May 142012
 

An internship description from the office of general counsel for a major financial services company seeks someone who can provide “actionable solutions.” For one of my MBA students, this represents a golden opportunity. For me, it is a battle lost.

Until the last decade or so, “actionable” had only one meaning: something you could get sued for. That is still the primary definition. If you don’t believe me, see for yourself: http://www.merriam-webster.com/dictionary/actionable

When clients ask me if I can deliver an “actionable communication plan,”  my standard response is, “I certainly hope not.”

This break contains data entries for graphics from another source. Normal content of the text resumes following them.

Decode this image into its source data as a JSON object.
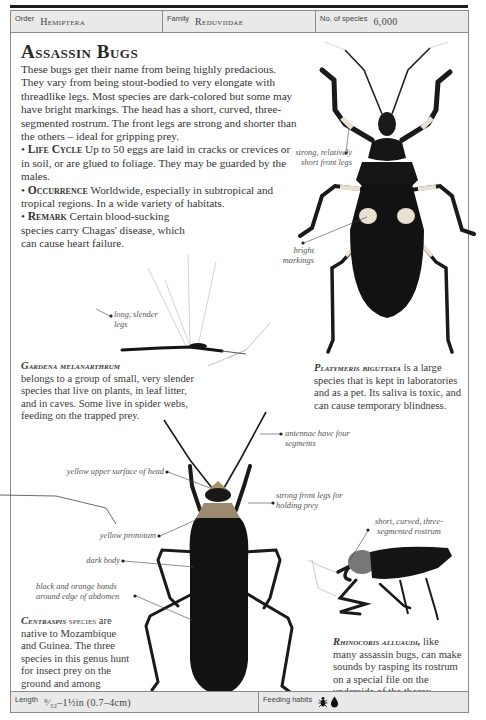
{
  "header": {
    "order_label": "Order",
    "order_value": "Hemiptera",
    "family_label": "Family",
    "family_value": "Reduviidae",
    "species_label": "No. of species",
    "species_value": "6,000"
  },
  "main": {
    "title": "Assassin Bugs",
    "intro": "These bugs get their name from being highly predacious. They vary from being stout-bodied to very elongate with threadlike legs. Most species are dark-colored but some may have bright markings. The head has a short, curved, three-segmented rostrum. The front legs are strong and shorter than the others – ideal for gripping prey.",
    "sections": [
      {
        "heading": "Life Cycle",
        "text": "Up to 50 eggs are laid in cracks or crevices or in soil, or are glued to foliage. They may be guarded by the males."
      },
      {
        "heading": "Occurrence",
        "text": "Worldwide, especially in subtropical and tropical regions. In a wide variety of habitats."
      },
      {
        "heading": "Remark",
        "text": "Certain blood-sucking species carry Chagas' disease, which can cause heart failure."
      }
    ]
  },
  "specimens": {
    "platymeris": {
      "name": "Platymeris biguttata",
      "caption": "is a large species that is kept in laboratories and as a pet. Its saliva is toxic, and can cause temporary blindness.",
      "labels": [
        "strong, relatively short front legs",
        "bright markings"
      ]
    },
    "gardena": {
      "name": "Gardena melanarthrum",
      "caption": "belongs to a group of small, very slender species that live on plants, in leaf litter, and in caves. Some live in spider webs, feeding on the trapped prey.",
      "labels": [
        "long, slender legs"
      ]
    },
    "centraspis": {
      "name": "Centraspis",
      "name_suffix": "species",
      "caption": "are native to Mozambique and Guinea. The three species in this genus hunt for insect prey on the ground and among vegetation.",
      "labels": [
        "antennae have four segments",
        "yellow upper surface of head",
        "strong front legs for holding prey",
        "yellow pronotum",
        "dark body",
        "black and orange bands around edge of abdomen"
      ]
    },
    "rhinocoris": {
      "name": "Rhinocoris alluaudi,",
      "caption": "like many assassin bugs, can make sounds by rasping its rostrum on a special file on the underside of the thorax.",
      "labels": [
        "short, curved, three-segmented rostrum"
      ]
    }
  },
  "footer": {
    "length_label": "Length",
    "length_value": "⁹⁄₃₂–1½in (0.7–4cm)",
    "feeding_label": "Feeding habits",
    "feeding_icons": [
      "insect-prey-icon",
      "blood-drop-icon"
    ]
  },
  "colors": {
    "header_bg": "#e9e9e9",
    "border": "#8a8a8a",
    "bug_dark": "#141414",
    "marking_cream": "#e8e0d0",
    "pronotum_tan": "#9c8a70"
  }
}
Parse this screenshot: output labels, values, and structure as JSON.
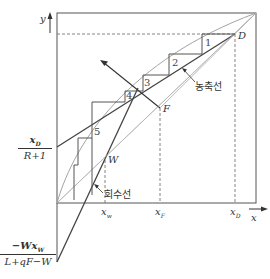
{
  "axes": {
    "x_label": "x",
    "y_label": "y"
  },
  "ticks": {
    "x_w": "x",
    "x_w_sub": "w",
    "x_F": "x",
    "x_F_sub": "F",
    "x_D": "x",
    "x_D_sub": "D"
  },
  "points": {
    "D": "D",
    "F": "F",
    "W": "W"
  },
  "lines": {
    "rectifying_label": "농축선",
    "stripping_label": "회수선"
  },
  "intercepts": {
    "rectifying_num": "x",
    "rectifying_num_sub": "D",
    "rectifying_den": "R+1",
    "stripping_num": "−Wx",
    "stripping_num_sub": "W",
    "stripping_den": "L+qF−W"
  },
  "stages": [
    "1",
    "2",
    "3",
    "4",
    "5"
  ],
  "colors": {
    "frame": "#555555",
    "curve": "#999999",
    "operating_line": "#444444",
    "dashed": "#666666"
  }
}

But if the office of general counsel—the crack team of legal advisors—for a Fortune 500 company thinks “actionable” means “something that can be acted upon,” can I really continue to hold my ground?
The problem is that there isn’t really any single word that means quite what the misuse of “actionable” communicates. The word “effective” would do it, if we hadn’t already diminished its effectiveness. “Deliverable” would be perfect, except that we’ve turned that into a noun.

“Implementable” is what people are really trying to convey, but that, apparently, isn’t a word.

Still—when has that ever stopped us?

I will continue to reserve “actionable” in its technical, legal sense for the time being. For those of us who know the difference, the misuse is grating—and why take the chance that your reader or listener will be one of the few who knows the difference?